I'd like to have an object closer to the camera "cut-out" the object behind it. The closer object needs to be invisible though. Is this possible?
Answer by aldonaletto · Sep 11, 2012 at 02:44 AM
You can use a special shader that only writes to the depth buffer. That's not so difficult, but you may end with a black area in the screen! The problem is: since this shader doesn't actually draw anything, the area behind the object will remain with the original image, which is defined by the camera's Clear Flags. In order to avoid this, you must handle the rendering order so that the background items are rendered first, then the invisible object, and finally the objects that may be obscured. You can do that by setting the property material.renderQueue of each object, assigning greater values to the ones that should be rendered last (read more about renderQueue values in the shader docs).

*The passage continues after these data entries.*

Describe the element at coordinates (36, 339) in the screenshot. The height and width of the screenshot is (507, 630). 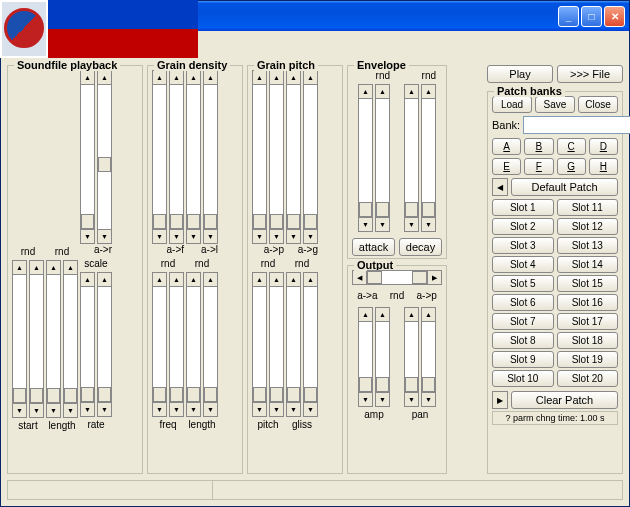
I see `slider-start-rnd: ▲▼` at that location.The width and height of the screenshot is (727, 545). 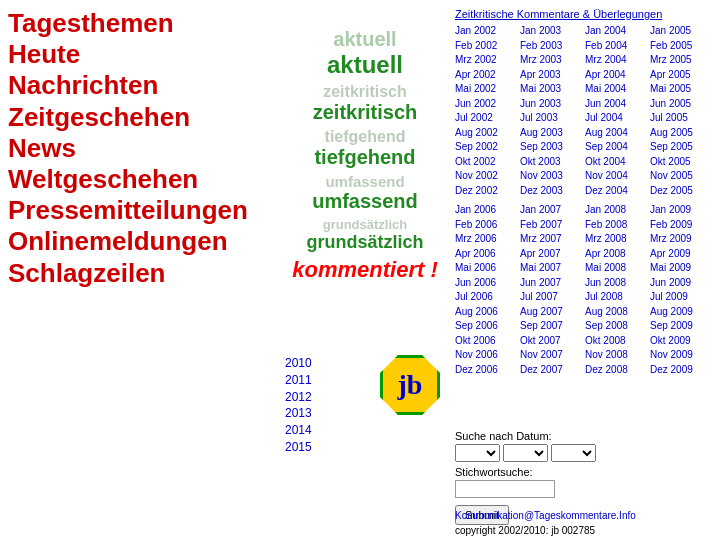 What do you see at coordinates (618, 284) in the screenshot?
I see `archive-link: Jun 2008` at bounding box center [618, 284]. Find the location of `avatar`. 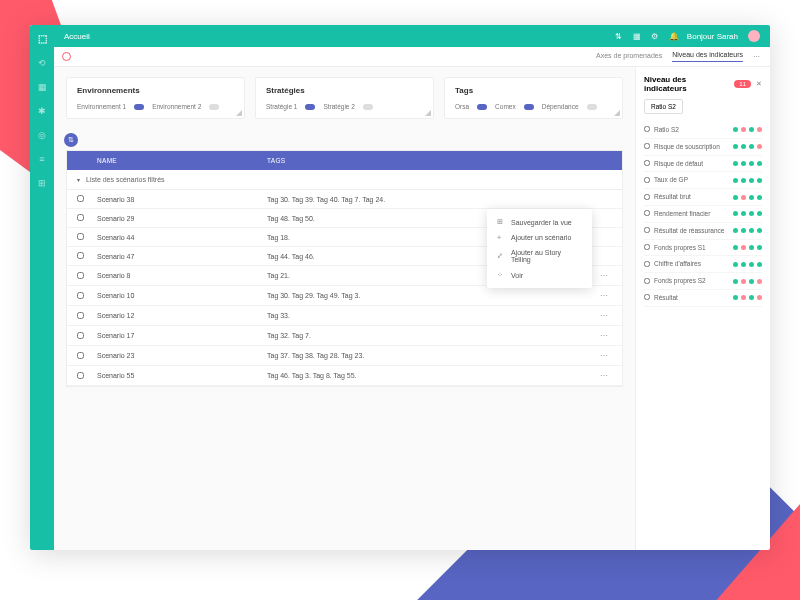

avatar is located at coordinates (754, 36).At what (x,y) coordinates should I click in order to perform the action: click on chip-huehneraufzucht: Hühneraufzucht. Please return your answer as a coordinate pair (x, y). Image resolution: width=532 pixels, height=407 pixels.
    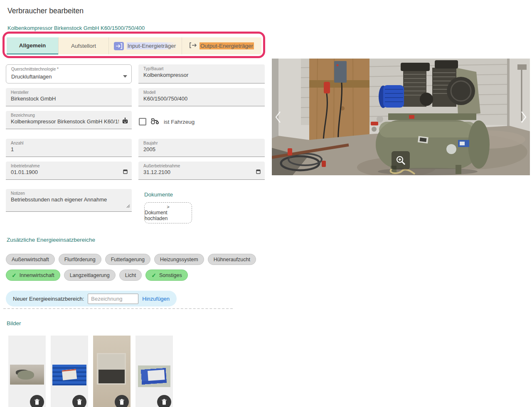
    Looking at the image, I should click on (232, 259).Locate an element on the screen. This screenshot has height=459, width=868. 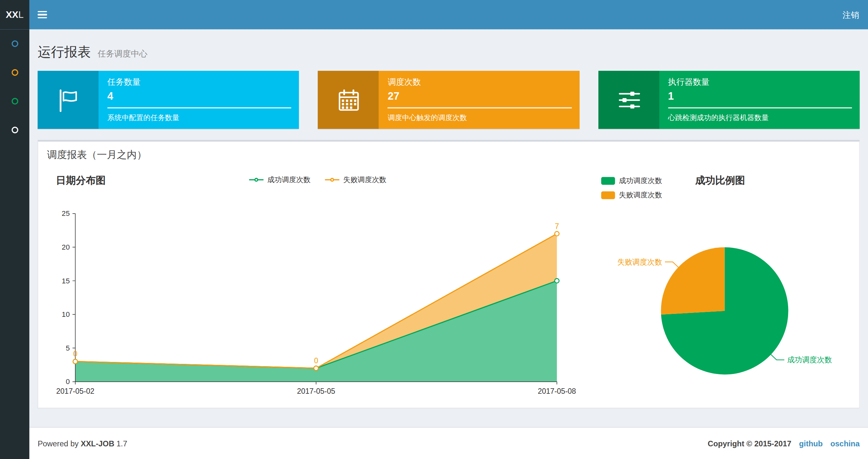
line-chart-legend: 成功调度次数 失败调度次数 is located at coordinates (318, 180). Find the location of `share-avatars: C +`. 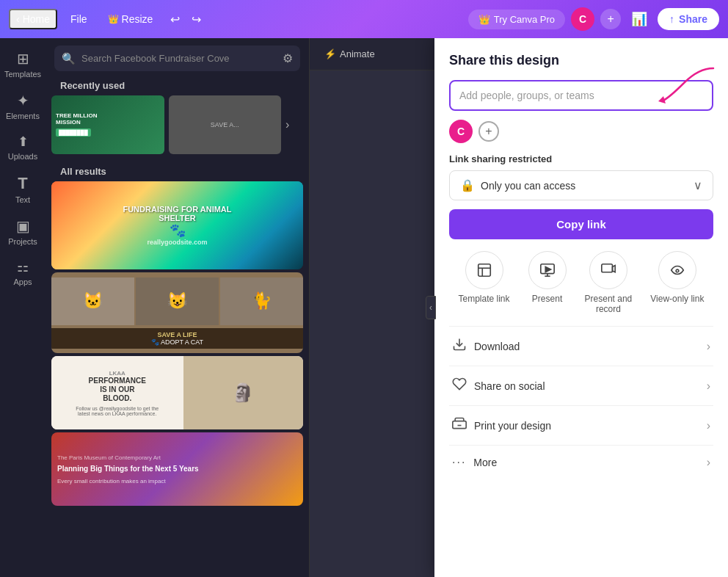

The shader itself could be as simple as this one:
Shader "Custom/InvisibleMask" { SubShader { // draw after all opaque objects (queue = 2001): Tags { "Queue"="Geometry+1" } Pass { Blend Zero One // keep the image behind it } } }Save this shader as "InvisibleMask.shader" (or other suitable name) somewhere in the Assets folder, then create a new material (InvisibleMat, for instance), select this shader and assign the material to the invisible mask object.
Now you must set the rendering order for the "obscurable" objects: they must have a renderQueue value >= 2002, since the shader above has a render queue value = Geometry+1 (2001). You can do this easily by attaching the script below to any "obscurable" object:
function Start(){ // get all renderers in this object and its children: var renders = GetComponentsInChildren(Renderer); for (var rendr: Renderer in renders){ rendr.material.renderQueue = 2002; // set their renderQueue } }
Thanks for your prompt reply. I understand the first bit regarding the "Invisible$$anonymous$$ask" shader; however, as I am new to writing, I don't know what to do with the function part. Where does this fall in the script string? $$anonymous$$any thanks.
is there any way to do this same idea with a gradient ?
If you mean something like having soft borders in the mask, the answer is no: the mask just blocks rendering any pixel behind it due to the depth buffer (A$$anonymous$$A Z-buffer). Despite the mask itself doesn't render anything to the screen, the depth of each of its pixels is recorded in the Z-buffer. Once the mask has been "rendered", any further rendering behind it is blocked.
hey, I have changed the above code a little bit to avoid the black area in the screen.
I changed Tags { "Queue"="Geometry+1" } to Tags { "Queue"="Transparent+1" } and also rendr.material.renderQueue = 2002; to rendr.material.renderQueue = 3002;
this way my material is transparent and no black area is seen.
I don't care if this answer was made in 2012. You were awesome then and you are awesome now! THAN$$anonymous$$ YOU!